Disbelief can come from outside of our personal experience: from the events that occur around the world. The 8 seminary students murdered in their seminary library on Thursday is an example. On the same day, in Baghdad, 69 people were killed in an open air market by a massive car bomb. It seems natural for the parents, family and friends of those people murdered to want their loved ones brought back just as Jesus brought one of his loved ones back from the grave. Resentment, anger, simmering rage even, can all fester into and concretize disbelief in what we hear in the Gospel today.

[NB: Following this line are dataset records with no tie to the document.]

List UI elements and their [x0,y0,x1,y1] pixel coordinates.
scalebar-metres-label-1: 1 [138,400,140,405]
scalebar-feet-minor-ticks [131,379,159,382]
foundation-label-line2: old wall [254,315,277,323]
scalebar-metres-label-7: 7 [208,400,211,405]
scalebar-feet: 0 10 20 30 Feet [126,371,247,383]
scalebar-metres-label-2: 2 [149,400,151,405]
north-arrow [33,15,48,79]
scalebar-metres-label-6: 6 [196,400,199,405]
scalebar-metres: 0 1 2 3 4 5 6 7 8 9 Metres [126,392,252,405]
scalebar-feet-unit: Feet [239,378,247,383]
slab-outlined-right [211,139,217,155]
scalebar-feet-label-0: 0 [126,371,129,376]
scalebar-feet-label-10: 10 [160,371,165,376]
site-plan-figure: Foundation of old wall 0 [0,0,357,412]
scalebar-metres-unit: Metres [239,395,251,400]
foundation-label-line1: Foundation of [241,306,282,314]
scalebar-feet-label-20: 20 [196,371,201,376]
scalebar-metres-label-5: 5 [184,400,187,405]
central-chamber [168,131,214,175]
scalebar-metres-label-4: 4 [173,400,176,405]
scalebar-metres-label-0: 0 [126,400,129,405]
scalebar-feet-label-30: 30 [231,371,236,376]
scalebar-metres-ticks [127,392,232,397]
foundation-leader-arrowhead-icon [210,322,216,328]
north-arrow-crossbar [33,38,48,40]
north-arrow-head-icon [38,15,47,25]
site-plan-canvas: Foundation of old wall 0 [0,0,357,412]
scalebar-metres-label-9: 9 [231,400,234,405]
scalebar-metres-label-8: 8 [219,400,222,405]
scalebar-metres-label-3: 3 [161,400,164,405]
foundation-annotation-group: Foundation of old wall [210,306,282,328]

Yet, setting aside disbelief is what we are asked to strive for today, to help us prepare for Easter Sunday morning. This Gospel is asking us to look at death in a different way and is really pointing us in a new direction. The raising of Lazarus from the dead is a precursor to, and has direct correlation to Jesus on the Cross, Jesus in the tomb and Jesus arisen on Easter Sunday morning. The account of Lazarus being raised is preparing us for Jesus' triumphal resurrection. Jesus' actions in regard to Lazarus, in the Gospel of John, are the essential causal elements that moved the Jewish authorities to seek Jesus' death....Gail O'Day says "Because Jesus gives life, the Sanhedrin seek to take his" (this plotting occurs right after today's Gospel.)

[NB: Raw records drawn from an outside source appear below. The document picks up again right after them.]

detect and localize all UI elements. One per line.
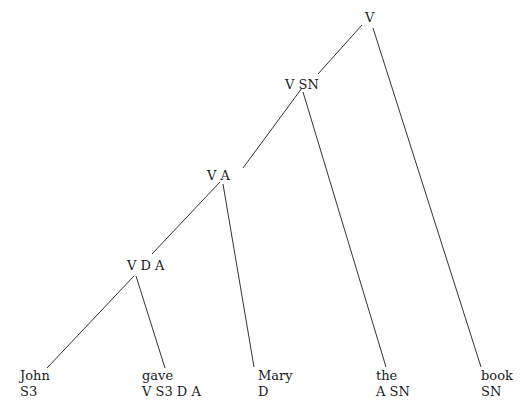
edge-n3-john bbox=[47, 276, 134, 368]
leaf-book-word: book bbox=[481, 368, 513, 384]
leaf-book-category: SN bbox=[481, 384, 501, 400]
leaf-the-word: the bbox=[376, 368, 397, 384]
leaf-the-category: A SN bbox=[376, 384, 410, 400]
edge-n1-the bbox=[303, 92, 386, 367]
node-root: V bbox=[365, 10, 374, 26]
tree-edges bbox=[0, 0, 527, 417]
edge-n2-mary bbox=[223, 184, 254, 367]
edge-root-n1 bbox=[318, 25, 362, 74]
leaf-gave-word: gave bbox=[142, 368, 173, 384]
node-v-d-a: V D A bbox=[127, 258, 164, 274]
node-v-a: V A bbox=[207, 168, 230, 184]
leaf-john-category: S3 bbox=[20, 384, 37, 400]
edge-n2-n3 bbox=[152, 182, 220, 254]
leaf-mary-category: D bbox=[258, 384, 268, 400]
node-v-sn: V SN bbox=[285, 77, 319, 93]
edge-root-book bbox=[373, 28, 481, 367]
leaf-john-word: John bbox=[20, 368, 50, 384]
edge-n3-gave bbox=[136, 276, 165, 368]
edge-n1-n2 bbox=[243, 88, 302, 168]
leaf-mary-word: Mary bbox=[258, 368, 293, 384]
leaf-gave-category: V S3 D A bbox=[142, 384, 201, 400]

And this juxtaposition of Jesus giving life to a dear loved one being a precursor of his own death and resurrection, as well as being the pivotal point, the tipping point that caused his enemies to finally take the ultimate steps to have him be put to death are critical things for us to recognize today. And by recognizing this we can then address a fundamental question asked by today's Gospel: Aren't we, all of us sitting here, the embodiment of Lazarus: Jesus' loved one? We are Lazarus in the tomb for whom Jesus wept. We are Jesus' loved ones.

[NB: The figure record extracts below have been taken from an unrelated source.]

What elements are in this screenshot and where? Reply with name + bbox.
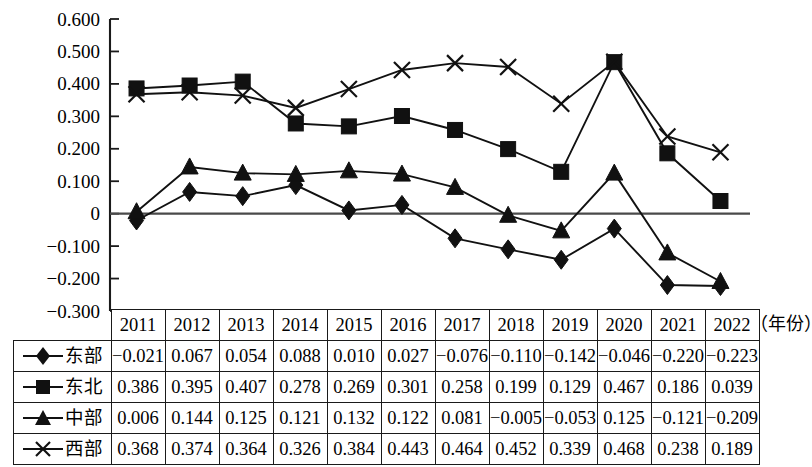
year-column-header: 2017 [435,310,489,341]
table-cell: 0.054 [219,341,273,372]
data-point-marker [235,74,250,89]
data-point-marker [448,122,463,137]
table-cell: 0.407 [219,372,273,403]
data-point-marker [659,128,675,144]
cross-marker-icon [22,440,64,458]
table-cell: 0.301 [381,372,435,403]
series-line [137,62,721,153]
table-cell: −0.121 [651,403,705,434]
table-cell: 0.258 [435,372,489,403]
data-point-marker [183,182,197,201]
table-cell: −0.046 [597,341,651,372]
year-column-header: 2015 [327,310,381,341]
data-point-marker [501,240,515,259]
year-column-header: 2014 [273,310,327,341]
year-column-header: 2020 [597,310,651,341]
table-cell: 0.122 [381,403,435,434]
axis-lines [110,19,750,311]
year-column-header: 2016 [381,310,435,341]
table-cell: 0.006 [111,403,165,434]
table-cell: 0.121 [273,403,327,434]
y-tick-label: 0.100 [57,171,100,192]
data-point-marker [660,146,675,161]
year-column-header: 2021 [651,310,705,341]
year-column-header: 2018 [489,310,543,341]
table-cell: 0.468 [597,434,651,465]
data-point-marker [553,96,569,112]
table-row: 东北0.3860.3950.4070.2780.2690.3010.2580.1… [14,372,760,403]
triangle-marker-icon [22,409,64,427]
data-point-marker [236,187,250,206]
table-cell: 0.374 [165,434,219,465]
data-point-marker [288,100,304,116]
table-cell: 0.027 [381,341,435,372]
data-point-marker [342,201,356,220]
y-tick-label: −0.100 [47,236,100,257]
table-cell: −0.021 [111,341,165,372]
table-cell: 0.278 [273,372,327,403]
table-cell: 0.368 [111,434,165,465]
table-cell: −0.053 [543,403,597,434]
y-tick-label: 0.200 [57,138,100,159]
table-cell: −0.209 [705,403,759,434]
data-point-marker [341,119,356,134]
data-point-marker [448,229,462,248]
table-row: 东部−0.0210.0670.0540.0880.0100.027−0.076−… [14,341,760,372]
data-point-marker [554,164,569,179]
data-point-marker [394,109,409,124]
table-cell: 0.443 [381,434,435,465]
data-point-marker [607,219,621,238]
data-point-marker [128,203,145,219]
table-cell: 0.395 [165,372,219,403]
data-point-marker [712,272,729,288]
table-cell: 0.364 [219,434,273,465]
series-triangle [128,158,729,289]
table-header-row: 2011201220132014201520162017201820192020… [14,310,760,341]
table-cell: 0.464 [435,434,489,465]
table-cell: −0.110 [489,341,543,372]
line-chart: 0.6000.5000.4000.3000.2000.1000−0.100−0.… [0,0,812,320]
data-point-marker [659,244,676,260]
year-column-header: 2013 [219,310,273,341]
year-column-header: 2019 [543,310,597,341]
series-diamond [130,176,728,296]
data-point-marker [660,276,674,295]
table-cell: 0.186 [651,372,705,403]
square-marker-icon [22,378,64,396]
table-cell: 0.339 [543,434,597,465]
x-axis-label: （年份） [750,309,812,339]
table-row: 西部0.3680.3740.3640.3260.3840.4430.4640.4… [14,434,760,465]
table-cell: 0.132 [327,403,381,434]
table-cell: −0.223 [705,341,759,372]
table-cell: 0.067 [165,341,219,372]
data-point-marker [501,142,516,157]
data-point-marker [340,162,357,178]
table-cell: −0.142 [543,341,597,372]
legend-cell-东北: 东北 [14,372,112,403]
y-tick-label: 0 [91,203,101,224]
data-point-marker [181,158,198,174]
table-row: 中部0.0060.1440.1250.1210.1320.1220.081−0.… [14,403,760,434]
series-line [137,167,721,282]
table-cell: −0.076 [435,341,489,372]
data-point-marker [713,194,728,209]
year-column-header: 2012 [165,310,219,341]
table-cell: 0.088 [273,341,327,372]
legend-label: 东北 [65,372,103,402]
table-cell: −0.220 [651,341,705,372]
table-corner-cell [14,310,112,341]
table-cell: 0.452 [489,434,543,465]
series-square [129,55,728,209]
table-cell: 0.386 [111,372,165,403]
table-cell: 0.238 [651,434,705,465]
data-point-marker [554,250,568,269]
table-cell: 0.467 [597,372,651,403]
table-cell: 0.384 [327,434,381,465]
y-tick-label: −0.200 [47,268,100,289]
y-tick-label: 0.400 [57,73,100,94]
table-cell: 0.129 [543,372,597,403]
table-cell: 0.081 [435,403,489,434]
table-cell: 0.189 [705,434,759,465]
table-cell: 0.125 [219,403,273,434]
year-column-header: 2011 [111,310,165,341]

And from that question we can think about whether or not we believe that we might actually be able to be so unconditionally loved. Or do we think that we need to earn Jesus' love...to do something to deserve it, to be worthy of it? Consider this: every event we have heard in these marathon Lenten Gospels these last five weeks is leading us to believe and accept this extraordinary truth: that we are profoundly loved...that we are indeed God's beloved....this God who is defined as that which nothing greater can be conceived. This mighty and unimaginable love is right there for us, in all that we are and in all that God has made us to be.

Although Aquinas' definition of the mysterious nature of God may be murky, we know this mighty and unimaginable love is not murky, it may be a mysterious gift, but this gift of love is not murky. Jesus, who we hear weeping at Lazarus' grave, is weeping for us too, weeping for the love of us. Jesus is calling us, each of us, from death's door by accepting this love, by living into it, by rejoicing in it, by allowing it to transform us and through that transformation, changing the lives of others as well. Jesus is weeping for us to move from darkness to the light that is his to bestow: moving from being overwhelming negative in our outlook to a positive and loving embrace of life and each other. Jesus is inviting us into this new world with a promise of another life to follow this one.... Each and every day we need to remind ourselves of this impossible love that is ours; by doing so the events of Holy Week and Easter will be for us more powerful and significant than they have ever been before, as we will be encountering and embracing this mighty and unimaginable love, free of our bonds and our blindness and fully embraced by God.